If you were attending this class you would spend about 90 hours in class and labs, and at least an equal time outside class doing homework and other preparation. This comes to about 180 hours, which is a reasonable amount of time to expect to spend on this course.
Some students can get by with less time, but some find that it is possible to spend significantly more time completing these assignments. Not everyone has more than 180 hours to spend on this course.
A student who has managed to get into the course without the necessary prerequisites will often spend a tremendous amount of time on the first few assignments, before bringing their thinking and their skills up to the level of the course. Many students in this situation are simply unable to bring their work up to the level of the course, and will proably need to complete the necessary prerequisites before they have a reasonable chance of success.
Even a student who has completed the prerequisites might have some difficulty, especially if grades in the prerequisite courses were low. Sometimes prerequisite courses are also either taught at an inappropriately low level or are graded too leniently, allowing students to slide by without mastering the content. However nearly all students who have completed the prerequisite courses at most schools and/or colleges will be able to succeed in their physics course, though perhaps some additional effort will be required at the beginning.
Your work, especially your recent work, has been of very good quality. You are working at the level of the course, and should have no trouble from this point on with the level of the work or prerequisite knowledge.
If you were to complete only the labs and the tests your average on these tasks would be your course grade. I wouldn't penalize you for not submitting the other work. Submitting the other work can of course help your grade, especially if you're near a borderline.
However if you don't submit the work you aren't likely to learn enough to properly prepare for some of the labs, or to well on the tests.
You can probably learn enough to get by just doing the initial qa, reading the text and doing the text problems with reasonable success.
You do need a passing average on the labs in order to pass the course. However a passing average on labs is not that difficult to achieve. If your test grades are good, a relatively low lab grade won't seriously hurt your chances of passing the course.
Here are my recommendations:
I recommend that you run through and submit the 'open qa' exercises. These take a little time but for most students they provide the most efficient learning opportunity.
The cq problem and the 'open qa' are intended as the first two things you do for any assignment. Having done these two, the rest of the assignment should make much more sense. If you do only these two things, you will almost certainly learn enough to at least pass the course.

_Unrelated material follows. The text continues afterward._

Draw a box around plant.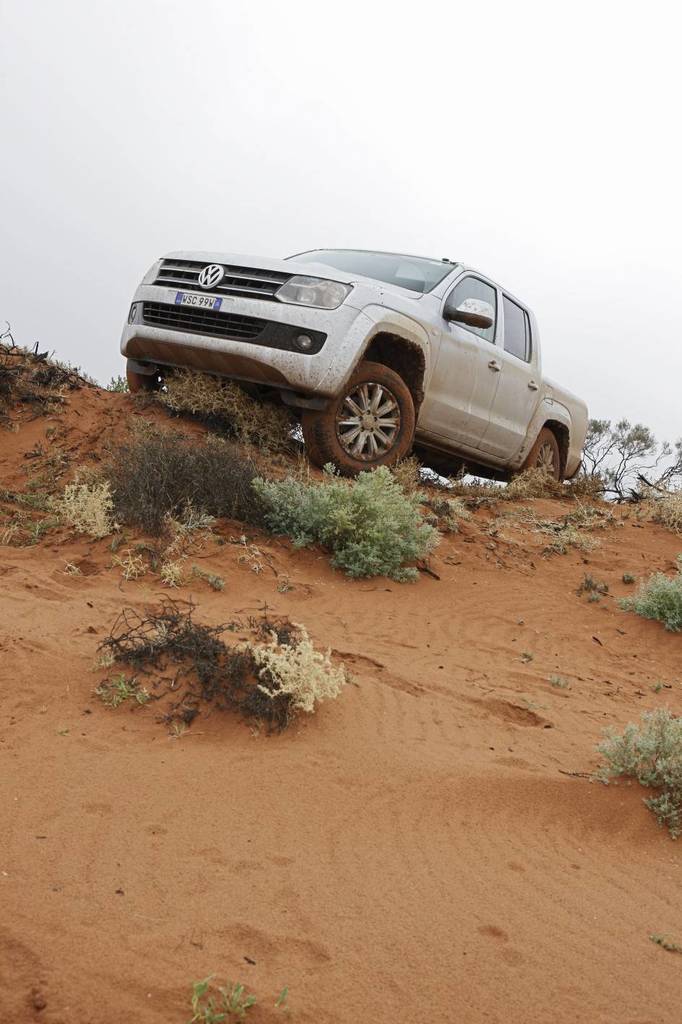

The third thing I would recommend is that you work through the Introductory Problem Sets as assigned. Like the q_a_ and the cq problems, the Introductory Problem Set is a sequenced series of problems with solutions provided. Also the Introductory Problem Set problems appear frequently on tests (in fact after the Major Quiz the tests are entirely composed of problems from the Introductory Problem Sets).
I would then recommend that you take some time to view the Class Notes, read the text and work the assigned problems. You can probably get by without doing so, but at least a little time spent on these sources, after doing the introductory work, will be quite beneficial.
You can 'cut some corners' on the labs and still pass them. I can let you know of you're cutting too much, and if you ask at the end of the lab what you could have done to cut down the time I can answer that question; you'll soon get the idea.
Let me know if you find these suggestions helpful.